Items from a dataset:
+---+

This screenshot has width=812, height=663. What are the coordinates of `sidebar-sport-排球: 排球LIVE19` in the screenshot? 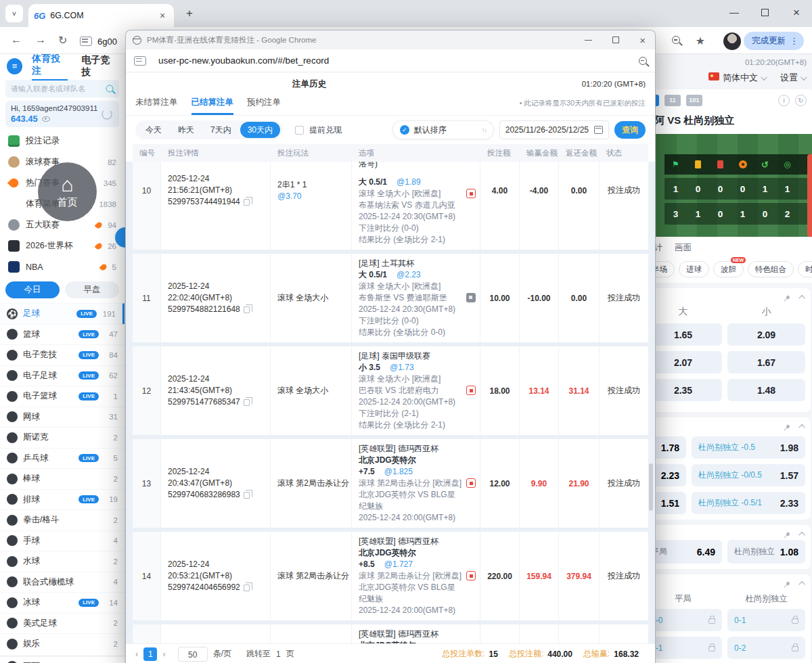 It's located at (62, 499).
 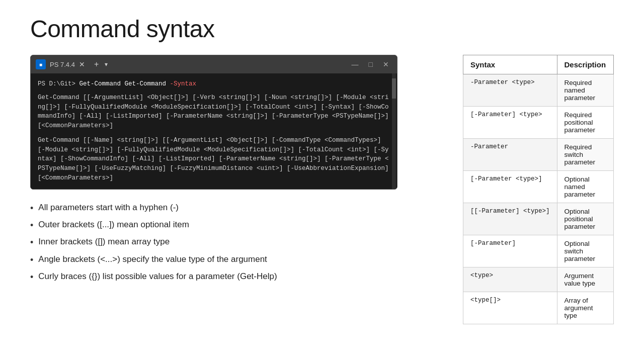 I want to click on terminal-window-controls: ― □ ✕, so click(x=370, y=64).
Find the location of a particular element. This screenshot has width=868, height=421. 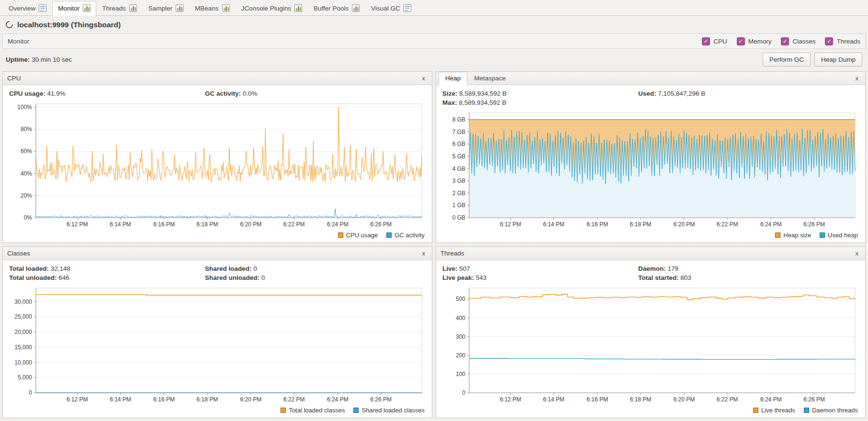

stat-value: 0.0% is located at coordinates (250, 94).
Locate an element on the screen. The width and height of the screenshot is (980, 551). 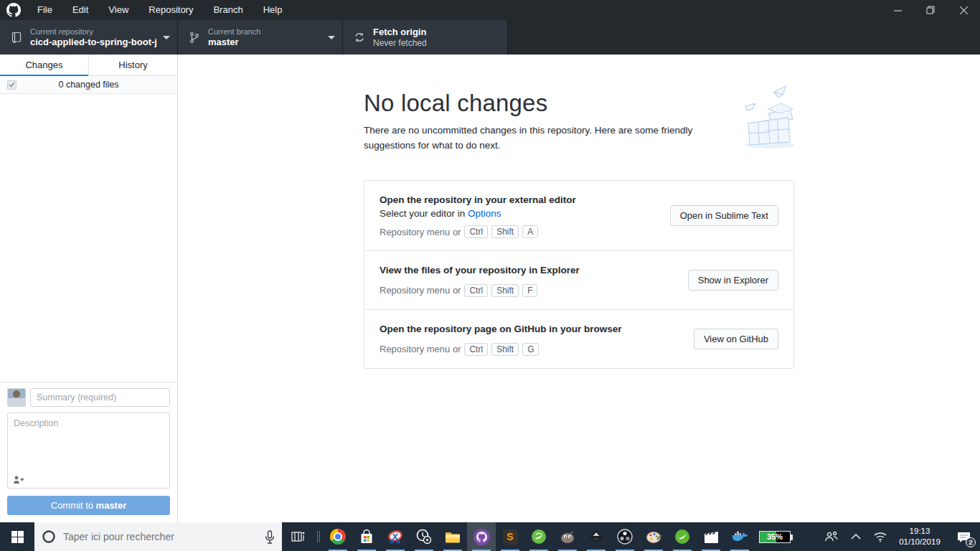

+---+

Lines starting at the one with "Find the location" and ending at the last line of the entries above must be restated word for word, with pictures omitted.

Find the location of a particular element. This screenshot has width=868, height=421. 

stat-value: 0.0% is located at coordinates (250, 94).
Locate an element on the screen. The width and height of the screenshot is (980, 551). 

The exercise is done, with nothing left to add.